Work to be completed
Leaving out all pictures, restate word for word the lines from the one with "Identify the location of extension-icon: ⬡." through the last line of the entries.

-=-=-=-=-

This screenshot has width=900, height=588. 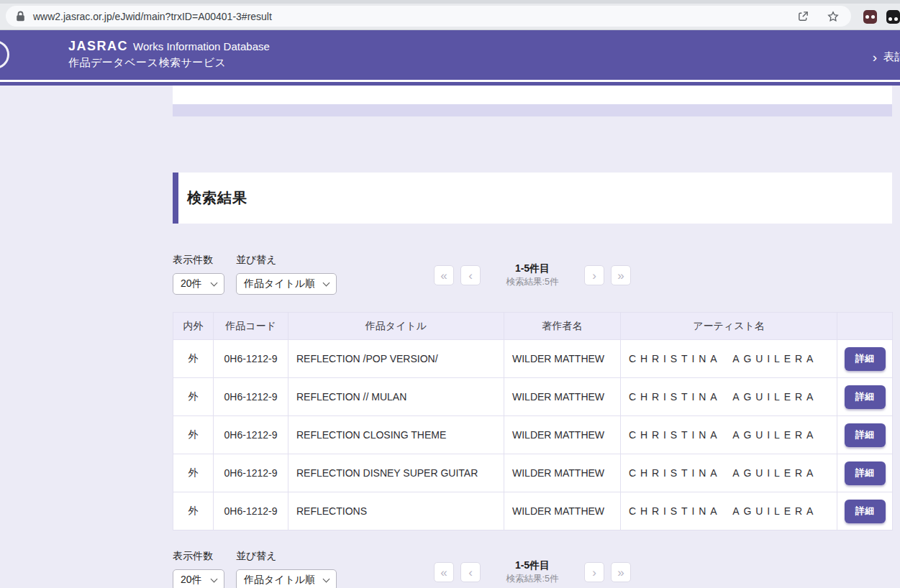 I want to click on cell-work-title: REFLECTIONS, so click(x=396, y=512).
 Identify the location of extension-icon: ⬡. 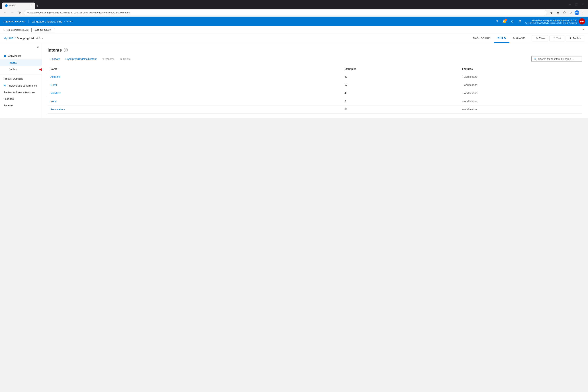
(564, 12).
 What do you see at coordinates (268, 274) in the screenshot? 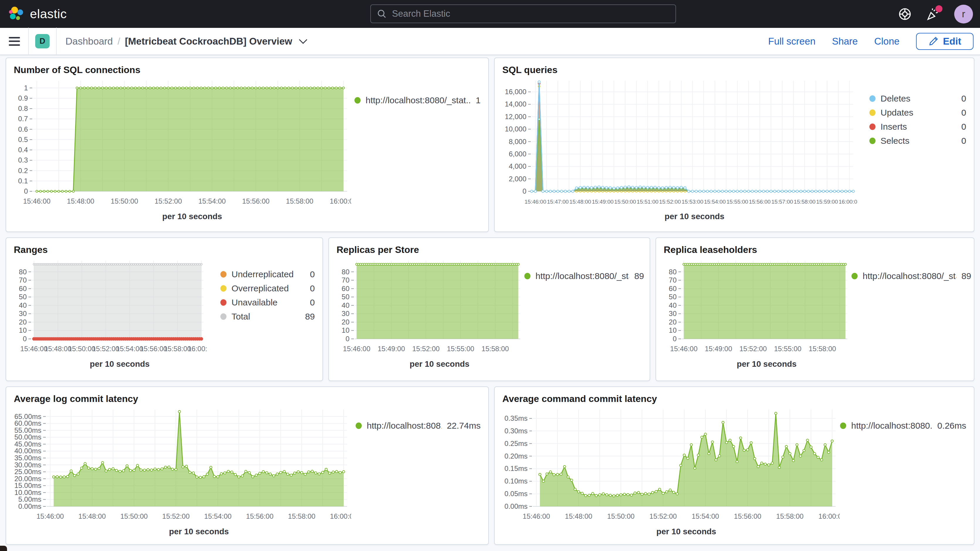
I see `legend-item: Underreplicated0` at bounding box center [268, 274].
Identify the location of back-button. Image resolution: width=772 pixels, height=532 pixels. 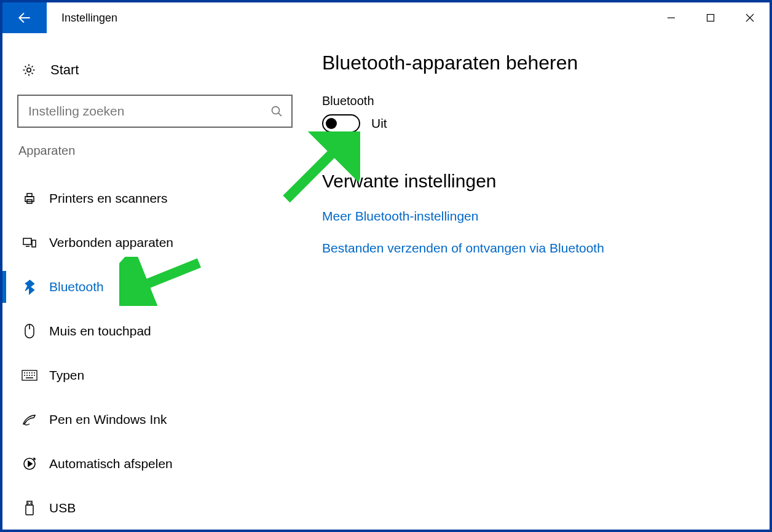
(25, 18).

-=-=-=-=-

Response for this exercise
 Identify the location of extension-icon: ⬡. 
(564, 12).
 What do you see at coordinates (268, 274) in the screenshot? 
I see `legend-item: Underreplicated0` at bounding box center [268, 274].
Identify the location of back-button. Image resolution: width=772 pixels, height=532 pixels. 
(25, 18).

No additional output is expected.